I recently had a conversation with a guy and I explained it like this:
He was saying that he is the "alpha male" type, but not arrogantly and aggressively. He knows he is definitely alpha and can walk into any room, look around at everyone, and know that he is the alpha.
I told him that it was wonderful that he knew himself so well. Now imagine knowing this with every fiber of your being. Then you look in the mirror and you do not feel that reflection is you. It is like someone else is staring back at you. How would that make you feel?
He said that would be scary and very uncomfortable. I said THAT is what Gender Dysphoria feels like. But it is not just a face in the mirror, it is also a body that we can't really relate to. It doesn't feel right. Some people can shrug it off. Others are deeply disturbed by it.
He agreed that he would find it deeply upsetting. So I asked him, "Would it be upsetting enough that you would try to change it?"
He said, "Yes, of course."
"Even to the point of having surgery?"
He said he was beginning to understand now. He pointed out that even cis-men disapprove of their appearance and do things like taking steroids, weightlifting, or getting hair transplants.
I said, now imagine that the government has decided for you to do that was illegal. What if you were stuck with staying exactly the way you looked when you were born? What if the government decided that if you were born a redhead, you must stay a redhead your entire life, even if people harassed you for it? What if the government decided that when you got married, your wife could not change her name, and that she had to keep the name she was born with under any circumstances?
These are the kinds of issues that we deal with in the LGBTQ+ community because some politicians have decided they know better about how we should live our lives.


Please copy every line with the string "Matched" from the entries below.
[Material for the task Boundary: Start]
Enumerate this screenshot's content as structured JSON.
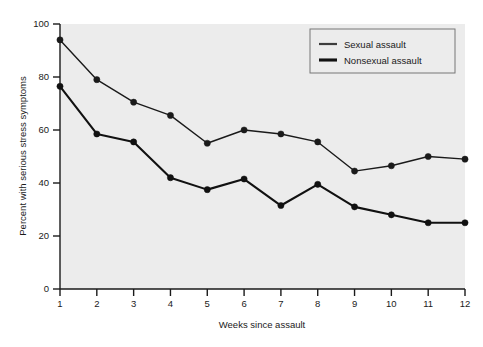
{
  "chart_data": {
    "type": "line",
    "title": "",
    "xlabel": "Weeks since assault",
    "ylabel": "Percent with serious stress symptoms",
    "x": [
      1,
      2,
      3,
      4,
      5,
      6,
      7,
      8,
      9,
      10,
      11,
      12
    ],
    "xtick_labels": [
      "1",
      "2",
      "3",
      "4",
      "5",
      "6",
      "7",
      "8",
      "9",
      "10",
      "11",
      "12"
    ],
    "ytick_labels": [
      "0",
      "20",
      "40",
      "60",
      "80",
      "100"
    ],
    "yticks": [
      0,
      20,
      40,
      60,
      80,
      100
    ],
    "xlim": [
      1,
      12
    ],
    "ylim": [
      0,
      100
    ],
    "grid": false,
    "legend_position": "top-right",
    "plot_background": "#ececec",
    "series": [
      {
        "name": "Sexual assault",
        "color": "#1a1a1a",
        "line_width": 1.4,
        "marker": "circle",
        "values": [
          94,
          79,
          70.5,
          65.5,
          55,
          60,
          58.5,
          55.5,
          44.5,
          46.5,
          50,
          49
        ]
      },
      {
        "name": "Nonsexual assault",
        "color": "#111111",
        "line_width": 2.1,
        "marker": "circle",
        "values": [
          76.5,
          58.5,
          55.5,
          42,
          37.5,
          41.5,
          31.5,
          39.5,
          31,
          28,
          25,
          25
        ]
      }
    ]
  },
  "legend": {
    "entries": [
      {
        "label": "Sexual assault"
      },
      {
        "label": "Nonsexual assault"
      }
    ]
  }
}
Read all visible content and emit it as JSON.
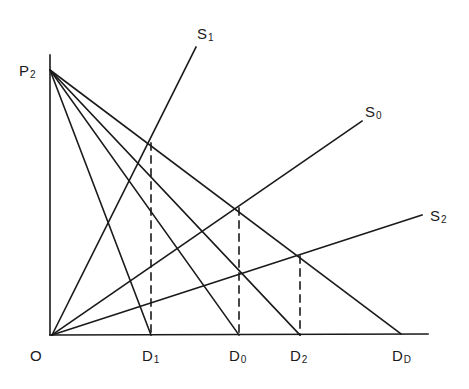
{
  "diagram": {
    "type": "supply-demand-diagram",
    "colors": {
      "line": "#1a1a1a",
      "background": "#ffffff"
    },
    "axes": {
      "origin_label": "O",
      "origin": [
        52,
        335
      ],
      "y_axis_top": [
        50,
        55
      ],
      "x_axis_end": [
        428,
        334
      ]
    },
    "price_point": {
      "label": "P",
      "sub": "2",
      "point": [
        50,
        70
      ]
    },
    "demand_lines": [
      {
        "id": "D1",
        "label": "D",
        "sub": "1",
        "from": [
          50,
          70
        ],
        "to": [
          151,
          335
        ]
      },
      {
        "id": "D0",
        "label": "D",
        "sub": "0",
        "from": [
          50,
          70
        ],
        "to": [
          239,
          335
        ]
      },
      {
        "id": "D2",
        "label": "D",
        "sub": "2",
        "from": [
          50,
          70
        ],
        "to": [
          300,
          335
        ]
      },
      {
        "id": "DD",
        "label": "D",
        "sub": "D",
        "from": [
          50,
          70
        ],
        "to": [
          401,
          334
        ]
      }
    ],
    "supply_lines": [
      {
        "id": "S1",
        "label": "S",
        "sub": "1",
        "from": [
          52,
          335
        ],
        "to": [
          196,
          47
        ]
      },
      {
        "id": "S0",
        "label": "S",
        "sub": "0",
        "from": [
          52,
          335
        ],
        "to": [
          362,
          121
        ]
      },
      {
        "id": "S2",
        "label": "S",
        "sub": "2",
        "from": [
          52,
          335
        ],
        "to": [
          422,
          215
        ]
      }
    ],
    "dashed_lines": [
      {
        "id": "dash-D1",
        "from": [
          151,
          143
        ],
        "to": [
          151,
          335
        ]
      },
      {
        "id": "dash-D0",
        "from": [
          239,
          208
        ],
        "to": [
          239,
          335
        ]
      },
      {
        "id": "dash-D2",
        "from": [
          300,
          256
        ],
        "to": [
          300,
          335
        ]
      }
    ],
    "labels": {
      "P2": {
        "main": "P",
        "sub": "2"
      },
      "O": {
        "main": "O"
      },
      "D1": {
        "main": "D",
        "sub": "1"
      },
      "D0": {
        "main": "D",
        "sub": "0"
      },
      "D2": {
        "main": "D",
        "sub": "2"
      },
      "DD": {
        "main": "D",
        "sub": "D"
      },
      "S1": {
        "main": "S",
        "sub": "1"
      },
      "S0": {
        "main": "S",
        "sub": "0"
      },
      "S2": {
        "main": "S",
        "sub": "2"
      }
    }
  }
}
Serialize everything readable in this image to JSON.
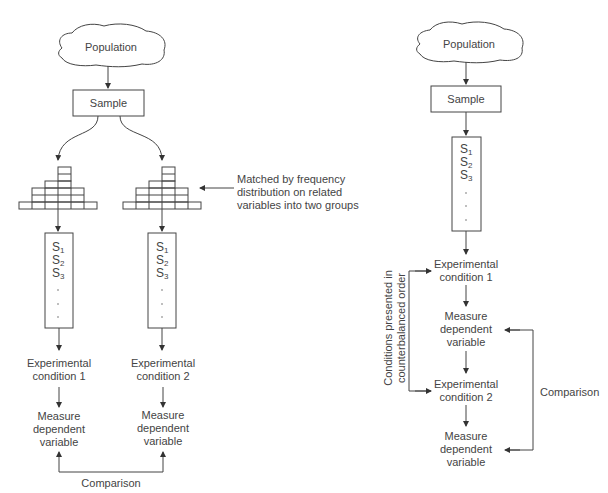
{
  "left_diagram": {
    "title": "Matched groups design",
    "population": "Population",
    "sample": "Sample",
    "histogram_annotation": [
      "Matched by frequency",
      "distribution on related",
      "variables into two groups"
    ],
    "groups": [
      {
        "subjects": [
          "S",
          "S",
          "S"
        ],
        "subscripts": [
          "1",
          "2",
          "3"
        ],
        "condition": [
          "Experimental",
          "condition 1"
        ],
        "measure": [
          "Measure",
          "dependent",
          "variable"
        ]
      },
      {
        "subjects": [
          "S",
          "S",
          "S"
        ],
        "subscripts": [
          "1",
          "2",
          "3"
        ],
        "condition": [
          "Experimental",
          "condition 2"
        ],
        "measure": [
          "Measure",
          "dependent",
          "variable"
        ]
      }
    ],
    "comparison": "Comparison"
  },
  "right_diagram": {
    "title": "Repeated measures design",
    "population": "Population",
    "sample": "Sample",
    "subjects": [
      "S",
      "S",
      "S"
    ],
    "subscripts": [
      "1",
      "2",
      "3"
    ],
    "condition_1": [
      "Experimental",
      "condition 1"
    ],
    "measure_1": [
      "Measure",
      "dependent",
      "variable"
    ],
    "condition_2": [
      "Experimental",
      "condition 2"
    ],
    "measure_2": [
      "Measure",
      "dependent",
      "variable"
    ],
    "counterbalance_label": [
      "Conditions presented in",
      "counterbalanced order"
    ],
    "comparison": "Comparison"
  },
  "colors": {
    "line": "#444444",
    "text": "#444444",
    "background": "#ffffff"
  }
}
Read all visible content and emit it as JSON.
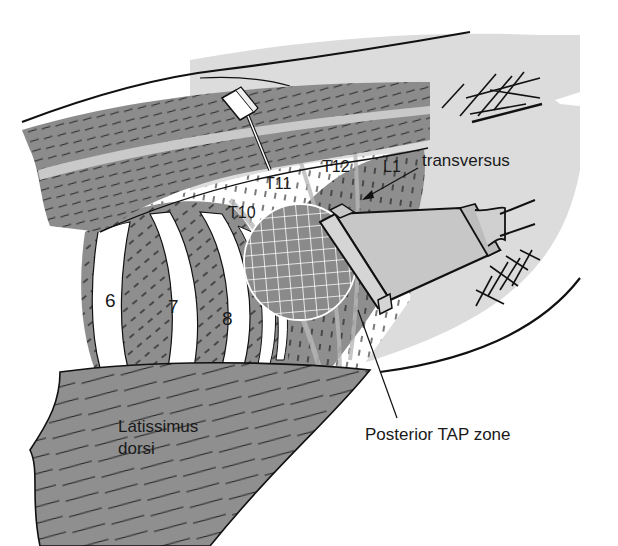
{
  "figure": {
    "type": "anatomical illustration",
    "colors": {
      "background": "#ffffff",
      "skin": "#dcdcdc",
      "muscle_dark": "#8a8a8a",
      "muscle_mid": "#9a9a9a",
      "rib_white": "#ffffff",
      "outline": "#111111",
      "probe": "#c8c8c8",
      "fascia_light": "#b8b8b8"
    }
  },
  "labels": {
    "transversus": "transversus",
    "posterior_tap_zone": "Posterior TAP zone",
    "latissimus_line1": "Latissimus",
    "latissimus_line2": "dorsi"
  },
  "segment_labels": {
    "t10": "T10",
    "t11": "T11",
    "t12": "T12",
    "l1": "L1"
  },
  "rib_numbers": {
    "rib6": "6",
    "rib7": "7",
    "rib8": "8"
  }
}
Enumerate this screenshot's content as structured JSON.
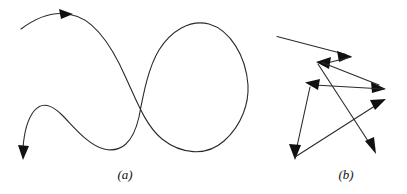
{
  "figure": {
    "background_color": "#ffffff",
    "stroke_color": "#2b2b2b",
    "arrow_fill_color": "#111111",
    "stroke_width": 1,
    "width": 407,
    "height": 194
  },
  "panels": [
    {
      "id": "a",
      "caption": "(a)",
      "kind": "smooth-curve",
      "description": "continuous smooth curve with an S bend and a large closed loop",
      "arrowheads": [
        {
          "name": "arrow-top-left",
          "x": 66,
          "y": 14,
          "angle": -12
        },
        {
          "name": "arrow-bottom-left",
          "x": 24,
          "y": 158,
          "angle": 108
        }
      ],
      "path": "M 22 29 C 36 20 52 13 66 14 C 92 16 112 44 128 78 C 140 104 150 128 166 140 C 184 154 206 156 222 142 C 240 126 248 104 247 86 C 245 58 230 33 210 26 C 192 20 172 30 160 48 C 148 66 142 96 138 118 C 132 144 120 152 104 148 C 88 144 74 126 62 114 C 52 104 42 100 34 110 C 27 119 24 136 23 152",
      "label_position": {
        "x": 125,
        "y": 177
      }
    },
    {
      "id": "b",
      "caption": "(b)",
      "kind": "polyline",
      "description": "angular zigzag polyline with six arrowheads crossing itself",
      "segments": [
        {
          "name": "segment-1",
          "x1": 278,
          "y1": 37,
          "x2": 350,
          "y2": 56
        },
        {
          "name": "segment-2",
          "x1": 350,
          "y1": 56,
          "x2": 318,
          "y2": 64
        },
        {
          "name": "segment-3",
          "x1": 322,
          "y1": 62,
          "x2": 384,
          "y2": 88
        },
        {
          "name": "segment-4",
          "x1": 384,
          "y1": 88,
          "x2": 306,
          "y2": 84
        },
        {
          "name": "segment-5",
          "x1": 310,
          "y1": 86,
          "x2": 296,
          "y2": 156
        },
        {
          "name": "segment-6",
          "x1": 296,
          "y1": 156,
          "x2": 384,
          "y2": 101
        },
        {
          "name": "segment-7",
          "x1": 318,
          "y1": 63,
          "x2": 374,
          "y2": 150
        }
      ],
      "arrowheads": [
        {
          "name": "arrow-right-upper",
          "x": 350,
          "y": 56,
          "angle": 15
        },
        {
          "name": "arrow-upleft-inner",
          "x": 318,
          "y": 63,
          "angle": 200
        },
        {
          "name": "arrow-right-mid-upper",
          "x": 384,
          "y": 88,
          "angle": 25
        },
        {
          "name": "arrow-upleft-outer",
          "x": 308,
          "y": 84,
          "angle": 205
        },
        {
          "name": "arrow-bottom-left",
          "x": 296,
          "y": 157,
          "angle": 100
        },
        {
          "name": "arrow-right-mid-lower",
          "x": 384,
          "y": 101,
          "angle": -33
        },
        {
          "name": "arrow-bottom-right",
          "x": 374,
          "y": 151,
          "angle": 57
        }
      ],
      "label_position": {
        "x": 345,
        "y": 177
      }
    }
  ]
}
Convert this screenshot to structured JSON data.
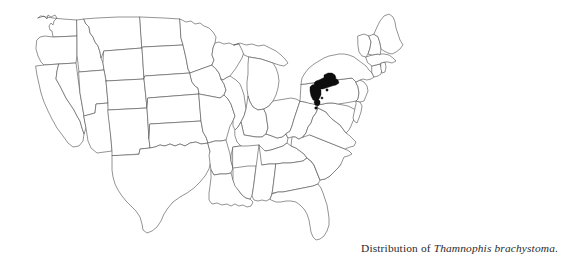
{
  "figure": {
    "kind": "distribution-map",
    "region": "United States of America",
    "background_color": "#ffffff",
    "outline_color": "#5a5a5a",
    "range_fill_color": "#0d0d0d"
  },
  "caption": {
    "prefix": "Distribution of ",
    "species": "Thamnophis brachystoma",
    "suffix": ".",
    "full_text": "Distribution of Thamnophis brachystoma."
  },
  "map": {
    "title": "",
    "projection_note": "",
    "states": [
      {
        "code": "WA",
        "name": "Washington"
      },
      {
        "code": "OR",
        "name": "Oregon"
      },
      {
        "code": "CA",
        "name": "California"
      },
      {
        "code": "NV",
        "name": "Nevada"
      },
      {
        "code": "ID",
        "name": "Idaho"
      },
      {
        "code": "MT",
        "name": "Montana"
      },
      {
        "code": "WY",
        "name": "Wyoming"
      },
      {
        "code": "UT",
        "name": "Utah"
      },
      {
        "code": "AZ",
        "name": "Arizona"
      },
      {
        "code": "CO",
        "name": "Colorado"
      },
      {
        "code": "NM",
        "name": "New Mexico"
      },
      {
        "code": "ND",
        "name": "North Dakota"
      },
      {
        "code": "SD",
        "name": "South Dakota"
      },
      {
        "code": "NE",
        "name": "Nebraska"
      },
      {
        "code": "KS",
        "name": "Kansas"
      },
      {
        "code": "OK",
        "name": "Oklahoma"
      },
      {
        "code": "TX",
        "name": "Texas"
      },
      {
        "code": "MN",
        "name": "Minnesota"
      },
      {
        "code": "IA",
        "name": "Iowa"
      },
      {
        "code": "MO",
        "name": "Missouri"
      },
      {
        "code": "AR",
        "name": "Arkansas"
      },
      {
        "code": "LA",
        "name": "Louisiana"
      },
      {
        "code": "WI",
        "name": "Wisconsin"
      },
      {
        "code": "IL",
        "name": "Illinois"
      },
      {
        "code": "MS",
        "name": "Mississippi"
      },
      {
        "code": "MI",
        "name": "Michigan"
      },
      {
        "code": "IN",
        "name": "Indiana"
      },
      {
        "code": "KY",
        "name": "Kentucky"
      },
      {
        "code": "TN",
        "name": "Tennessee"
      },
      {
        "code": "AL",
        "name": "Alabama"
      },
      {
        "code": "OH",
        "name": "Ohio"
      },
      {
        "code": "WV",
        "name": "West Virginia"
      },
      {
        "code": "GA",
        "name": "Georgia"
      },
      {
        "code": "FL",
        "name": "Florida"
      },
      {
        "code": "SC",
        "name": "South Carolina"
      },
      {
        "code": "NC",
        "name": "North Carolina"
      },
      {
        "code": "VA",
        "name": "Virginia"
      },
      {
        "code": "MD",
        "name": "Maryland"
      },
      {
        "code": "DE",
        "name": "Delaware"
      },
      {
        "code": "PA",
        "name": "Pennsylvania"
      },
      {
        "code": "NJ",
        "name": "New Jersey"
      },
      {
        "code": "NY",
        "name": "New York"
      },
      {
        "code": "CT",
        "name": "Connecticut"
      },
      {
        "code": "RI",
        "name": "Rhode Island"
      },
      {
        "code": "MA",
        "name": "Massachusetts"
      },
      {
        "code": "VT",
        "name": "Vermont"
      },
      {
        "code": "NH",
        "name": "New Hampshire"
      },
      {
        "code": "ME",
        "name": "Maine"
      }
    ],
    "range_description": "Solid black range shading centered on northwestern Pennsylvania and adjacent southwestern New York, with several small outlying spots to the south and west in Pennsylvania.",
    "range_states": [
      "Pennsylvania",
      "New York"
    ]
  }
}
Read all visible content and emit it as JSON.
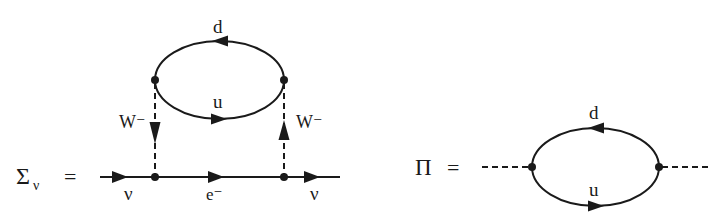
{
  "diagrams": [
    {
      "id": "self-energy",
      "lhs": {
        "symbol": "Σ",
        "subscript": "ν",
        "equals": "="
      },
      "labels": {
        "loop_top_quark": "d",
        "loop_bottom_quark": "u",
        "left_boson": "W⁻",
        "right_boson": "W⁻",
        "incoming": "ν",
        "internal": "e⁻",
        "outgoing": "ν"
      }
    },
    {
      "id": "polarization",
      "lhs": {
        "symbol": "Π",
        "equals": "="
      },
      "labels": {
        "loop_top_quark": "d",
        "loop_bottom_quark": "u"
      }
    }
  ],
  "colors": {
    "ink": "#1a1a1a",
    "background": "#ffffff"
  }
}
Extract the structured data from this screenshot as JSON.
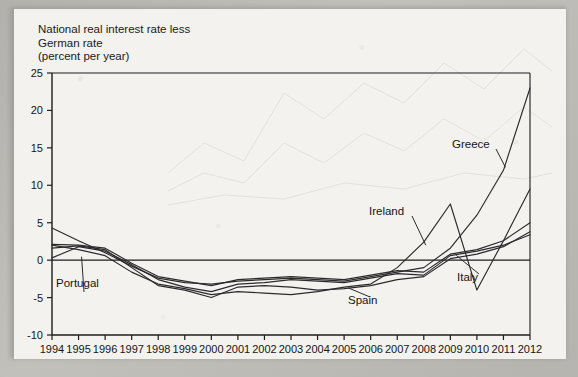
{
  "figure": {
    "axis_title_lines": "National real interest rate less\nGerman rate\n(percent per year)",
    "axis_title_line1": "National real interest rate less",
    "axis_title_line2": "German rate",
    "axis_title_line3": "(percent per year)"
  },
  "labels": {
    "portugal": "Portugal",
    "spain": "Spain",
    "italy": "Italy",
    "ireland": "Ireland",
    "greece": "Greece"
  },
  "colors": {
    "line": "#2b2b2b",
    "axis": "#1d1d1d",
    "page": "#f3f2ef",
    "border": "#b6b4af"
  },
  "chart_data": {
    "type": "line",
    "xlabel": "",
    "ylabel": "National real interest rate less German rate (percent per year)",
    "ylim": [
      -10,
      25
    ],
    "yticks": [
      -10,
      -5,
      0,
      5,
      10,
      15,
      20,
      25
    ],
    "ytick_labels": [
      "-10",
      "-5",
      "0",
      "5",
      "10",
      "15",
      "20",
      "25"
    ],
    "grid": false,
    "legend": "inline-annotations",
    "x": [
      1994,
      1995,
      1996,
      1997,
      1998,
      1999,
      2000,
      2001,
      2002,
      2003,
      2004,
      2005,
      2006,
      2007,
      2008,
      2009,
      2010,
      2011,
      2012
    ],
    "xtick_labels": [
      "1994",
      "1995",
      "1996",
      "1997",
      "1998",
      "1999",
      "2000",
      "2001",
      "2002",
      "2003",
      "2004",
      "2005",
      "2006",
      "2007",
      "2008",
      "2009",
      "2010",
      "2011",
      "2012"
    ],
    "series": [
      {
        "name": "Portugal",
        "values": [
          0.3,
          1.8,
          1.2,
          -0.6,
          -2.6,
          -3.6,
          -4.2,
          -3.2,
          -3.0,
          -2.6,
          -2.8,
          -3.0,
          -2.4,
          -1.8,
          -2.0,
          0.6,
          1.2,
          2.0,
          3.4
        ]
      },
      {
        "name": "Spain",
        "values": [
          1.6,
          1.9,
          1.4,
          -1.0,
          -3.4,
          -4.0,
          -5.0,
          -3.6,
          -3.4,
          -3.6,
          -4.0,
          -3.8,
          -3.4,
          -2.6,
          -2.2,
          0.2,
          0.8,
          1.8,
          3.8
        ]
      },
      {
        "name": "Italy",
        "values": [
          2.1,
          2.0,
          1.6,
          -0.4,
          -2.2,
          -2.8,
          -3.4,
          -2.6,
          -2.4,
          -2.2,
          -2.4,
          -2.6,
          -2.0,
          -1.4,
          -1.6,
          0.8,
          1.4,
          2.6,
          5.0
        ]
      },
      {
        "name": "Ireland",
        "values": [
          2.0,
          1.4,
          0.6,
          -1.6,
          -3.2,
          -3.8,
          -4.6,
          -4.2,
          -4.4,
          -4.6,
          -4.2,
          -3.6,
          -3.2,
          -1.0,
          2.4,
          7.5,
          -4.0,
          2.6,
          9.5
        ]
      },
      {
        "name": "Greece",
        "values": [
          4.3,
          2.6,
          1.0,
          -0.8,
          -2.4,
          -3.0,
          -3.2,
          -2.8,
          -2.6,
          -2.4,
          -2.6,
          -2.8,
          -2.2,
          -1.6,
          -1.0,
          1.6,
          6.0,
          12.0,
          23.0
        ]
      }
    ],
    "annotations": [
      {
        "text": "Portugal",
        "points_to_series": "Portugal",
        "at_year": 1995
      },
      {
        "text": "Spain",
        "points_to_series": "Spain",
        "at_year": 2005
      },
      {
        "text": "Italy",
        "points_to_series": "Italy",
        "at_year": 2009
      },
      {
        "text": "Ireland",
        "points_to_series": "Ireland",
        "at_year": 2008
      },
      {
        "text": "Greece",
        "points_to_series": "Greece",
        "at_year": 2011
      }
    ]
  }
}
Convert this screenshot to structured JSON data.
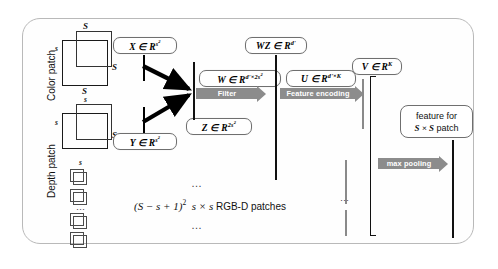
{
  "figure": {
    "side_captions": {
      "color_patch": "Color patch",
      "depth_patch": "Depth patch"
    },
    "patch_dim_labels": {
      "big_top": "S",
      "big_left": "s",
      "big_right": "S",
      "big_bottom": "S",
      "depth_top": "s",
      "depth_left": "s",
      "depth_right": "S",
      "stack_top": "s"
    },
    "boxes": {
      "x": {
        "sym": "X",
        "in": "∈",
        "space": "R",
        "exp": "s2"
      },
      "y": {
        "sym": "Y",
        "in": "∈",
        "space": "R",
        "exp": "s2"
      },
      "z": {
        "sym": "Z",
        "in": "∈",
        "space": "R",
        "exp": "2s2"
      },
      "w": {
        "sym": "W",
        "in": "∈",
        "space": "R",
        "exp": "d'×2s2"
      },
      "wz": {
        "sym": "WZ",
        "in": "∈",
        "space": "R",
        "exp": "d'"
      },
      "u": {
        "sym": "U",
        "in": "∈",
        "space": "R",
        "exp": "d'×K"
      },
      "v": {
        "sym": "V",
        "in": "∈",
        "space": "R",
        "exp": "K"
      }
    },
    "bands": {
      "filter": "Filter",
      "feature_encoding": "Feature encoding",
      "max_pooling": "max pooling"
    },
    "feature_box": {
      "line1": "feature for",
      "line2_sym": "S × S",
      "line2_tail": " patch"
    },
    "center_caption": {
      "formula": "(S − s + 1)",
      "exp": "2",
      "patches": "s × s",
      "tail": "RGB-D patches"
    },
    "ellipsis": "…",
    "colors": {
      "band": "#8c8c8c",
      "frame": "#b9b9b9",
      "stroke": "#1a1a1a",
      "vector_gray": "#8a8a8a",
      "background": "#ffffff"
    }
  }
}
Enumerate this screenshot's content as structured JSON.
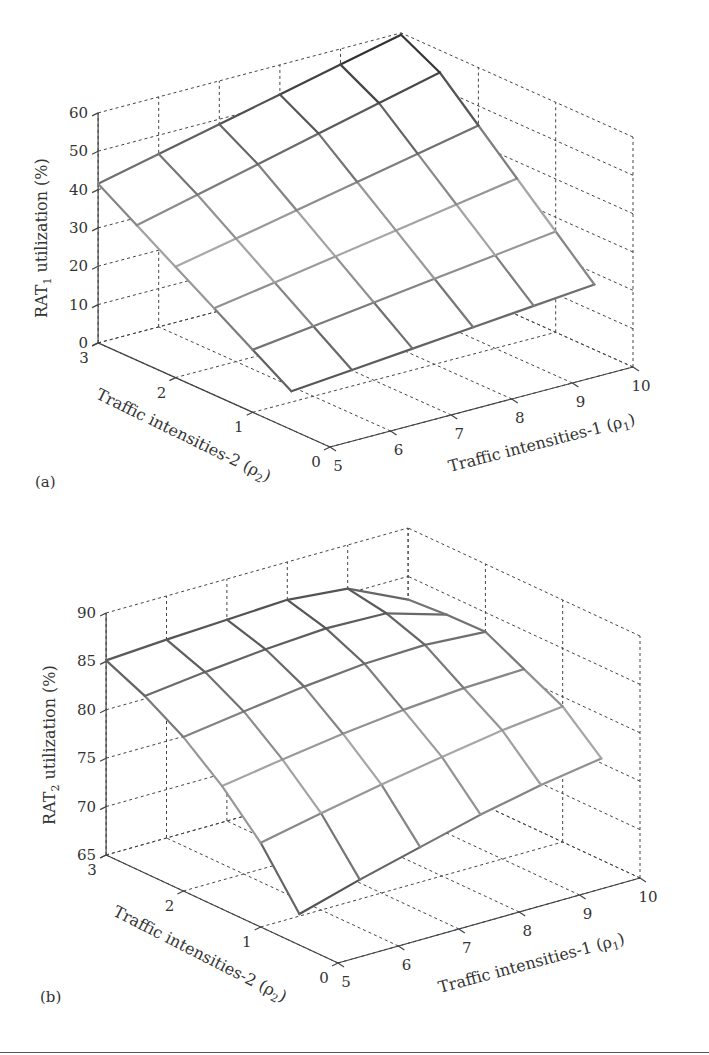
[Material for the task Boundary: End]
## [Result of this task]
    "title": "Matched groups design",
      "Matched by frequency",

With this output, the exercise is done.